Myrtle Beach vacationers find ‘very heavy’ fossil while walking the beach
Trish Ewing was walking along the surf near 77th Avenue North in Myrtle Beach Monday evening when she stubbed her toe on what she thought was a rock — but turns out, it was no rock.
She kicked what she thought was the rock and quickly saw a what appears to be a megalodon tooth sticking up in the sand.
“It was surreal,” Ewing said. “It’s something you always see [online], but it’s never you that finds it.”
The tooth measures a little over 4 inches and is brown, unlike the other shark teeth Ewing and her wife, Crystal Hamilton, have found while vacationing in Myrtle Beach throughout the last decade.
“It’s very heavy,” Ewing said.
The large fossil marks the 79th tooth the couple from Mount Holly, North Carolina, has found on the beach through the years.
Ewing said many people have told her to sell the tooth, but she and Hamilton say they would rather keep it.
“You can’t put a price on that,” Ewing said.
When the couple returns from vacation, they play to put the tooth in a shadow box and hang it in their home.
Fossils like megalodon teeth are not uncommon finds in the Myrtle Beach area. Teeth found locally can be seen on display at the Horry County Museum. The collection includes mastodon, enchodus and mammoth teeth, museum director Walter Hill has previously told The Sun News.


**TASK DETAILS**
If a line in the records below contains the word "icon", copy it.

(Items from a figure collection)
-*-*-
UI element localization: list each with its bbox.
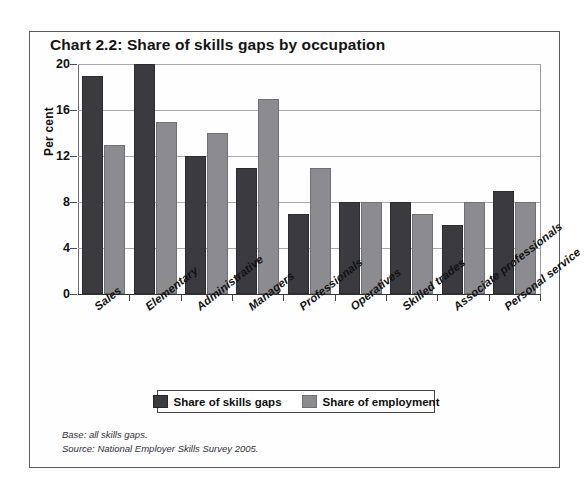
bar — [104, 145, 125, 295]
chart-page: Chart 2.2: Share of skills gaps by occup… — [0, 0, 585, 496]
y-axis-tick-label: 12 — [42, 149, 70, 163]
bar — [207, 133, 228, 294]
x-axis-tick-mark — [335, 295, 336, 301]
y-axis-ticks: 048121620 — [42, 64, 70, 295]
y-axis-tick-label: 16 — [42, 103, 70, 117]
y-axis-tick-mark — [70, 202, 77, 203]
legend-label: Share of skills gaps — [174, 396, 282, 408]
y-axis-tick-mark — [70, 294, 77, 295]
bar — [82, 76, 103, 295]
y-axis-tick-label: 8 — [42, 195, 70, 209]
x-axis-tick-mark — [283, 295, 284, 301]
y-axis-tick-mark — [70, 64, 77, 65]
legend-swatch-icon — [302, 395, 317, 408]
y-axis-tick-mark — [70, 110, 77, 111]
legend-item[interactable]: Share of employment — [302, 395, 440, 408]
chart-legend: Share of skills gapsShare of employment — [157, 390, 435, 413]
y-axis-tick-mark — [70, 248, 77, 249]
x-axis-tick-mark — [540, 295, 541, 301]
chart-footnotes: Base: all skills gaps. Source: National … — [62, 428, 258, 456]
chart-title: Chart 2.2: Share of skills gaps by occup… — [50, 36, 385, 54]
y-axis-tick-label: 4 — [42, 241, 70, 255]
bar — [156, 122, 177, 295]
footnote-source: Source: National Employer Skills Survey … — [62, 442, 258, 456]
plot-area — [78, 64, 540, 294]
legend-label: Share of employment — [323, 396, 440, 408]
legend-item[interactable]: Share of skills gaps — [153, 395, 282, 408]
x-axis-tick-mark — [181, 295, 182, 301]
y-axis-tick-mark — [70, 156, 77, 157]
x-axis-tick-mark — [489, 295, 490, 301]
x-axis-tick-mark — [386, 295, 387, 301]
bar — [310, 168, 331, 295]
y-axis-tick-label: 0 — [42, 287, 70, 301]
plot-right-edge — [540, 64, 541, 295]
footnote-base: Base: all skills gaps. — [62, 428, 258, 442]
bar — [134, 64, 155, 294]
legend-swatch-icon — [153, 395, 168, 408]
y-axis-tick-label: 20 — [42, 57, 70, 71]
x-axis-tick-mark — [232, 295, 233, 301]
x-axis-tick-mark — [129, 295, 130, 301]
x-axis-tick-mark — [437, 295, 438, 301]
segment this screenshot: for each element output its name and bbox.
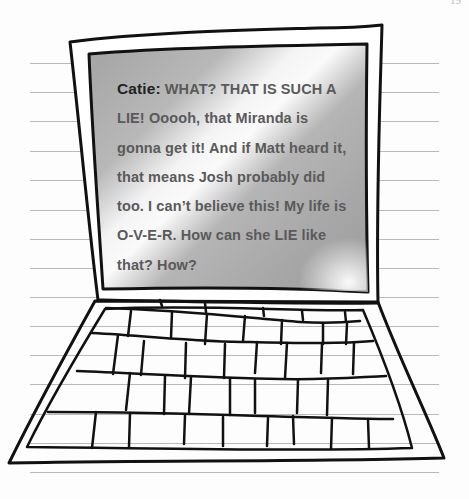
laptop-base (9, 301, 444, 463)
message-line: LIE! Ooooh, that Miranda is (117, 107, 367, 136)
chat-message: Catie: WHAT? THAT IS SUCH A LIE! Ooooh, … (117, 78, 367, 283)
message-line: Catie: WHAT? THAT IS SUCH A (117, 78, 367, 107)
speaker-name: Catie: (117, 80, 161, 97)
message-line: that? How? (117, 254, 367, 283)
message-line: too. I can’t believe this! My life is (117, 195, 367, 224)
keyboard-keys (48, 300, 393, 449)
message-line: gonna get it! And if Matt heard it, (117, 137, 367, 166)
message-line: O-V-E-R. How can she LIE like (117, 224, 367, 253)
notebook-page: 19 (0, 0, 469, 499)
message-line: that means Josh probably did (117, 166, 367, 195)
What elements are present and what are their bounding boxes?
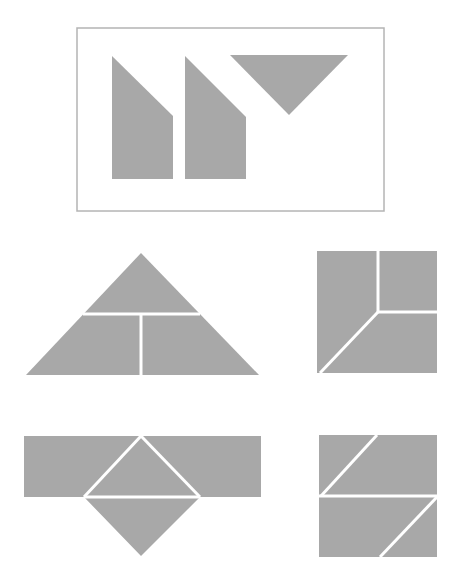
option-large-triangle[interactable] — [26, 253, 259, 375]
trapezoid-piece-2 — [185, 56, 246, 179]
option-rect-with-diamond[interactable] — [24, 436, 261, 556]
answer-options — [24, 251, 437, 557]
option-square-a[interactable] — [317, 251, 437, 373]
triangle-piece — [230, 55, 348, 115]
trapezoid-piece-1 — [112, 56, 173, 179]
option-square-b[interactable] — [319, 435, 437, 557]
given-pieces — [112, 55, 348, 179]
puzzle-diagram — [0, 0, 457, 588]
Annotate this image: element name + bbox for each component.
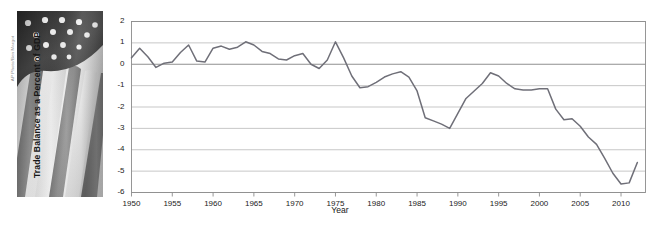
y-axis-title: Trade Balance as a Percent of GDP — [32, 15, 42, 195]
y-tick-label: 1 — [105, 37, 125, 46]
y-tick-label: 0 — [105, 59, 125, 68]
y-tick-label: -4 — [105, 144, 125, 153]
y-tick-label: 2 — [105, 16, 125, 25]
x-tick-label: 2010 — [601, 199, 641, 208]
y-tick-label: -2 — [105, 102, 125, 111]
x-tick-marks — [132, 193, 622, 197]
chart-svg — [0, 0, 661, 228]
x-tick-label: 1965 — [234, 199, 274, 208]
x-tick-label: 1960 — [193, 199, 233, 208]
x-tick-label: 1975 — [315, 199, 355, 208]
y-tick-label: -3 — [105, 123, 125, 132]
y-tick-label: -5 — [105, 166, 125, 175]
x-tick-label: 1950 — [112, 199, 152, 208]
trade-balance-line — [132, 42, 638, 184]
x-tick-label: 1990 — [438, 199, 478, 208]
x-tick-label: 1970 — [275, 199, 315, 208]
x-tick-label: 1955 — [152, 199, 192, 208]
x-tick-label: 2000 — [519, 199, 559, 208]
x-tick-label: 1985 — [397, 199, 437, 208]
x-tick-label: 2005 — [560, 199, 600, 208]
x-tick-label: 1995 — [479, 199, 519, 208]
grid-lines — [132, 22, 646, 193]
y-tick-label: -1 — [105, 80, 125, 89]
x-tick-label: 1980 — [356, 199, 396, 208]
trade-balance-figure: AP Photo/Ben Margot — [0, 0, 661, 228]
chart-area: Trade Balance as a Percent of GDP Year 2… — [0, 0, 661, 228]
y-tick-label: -6 — [105, 187, 125, 196]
-*-*-
**SOLUTION FOR THIS EXERCISE**
legend-swatch-icon — [302, 395, 317, 408]
legend-swatch-icon — [153, 395, 168, 408]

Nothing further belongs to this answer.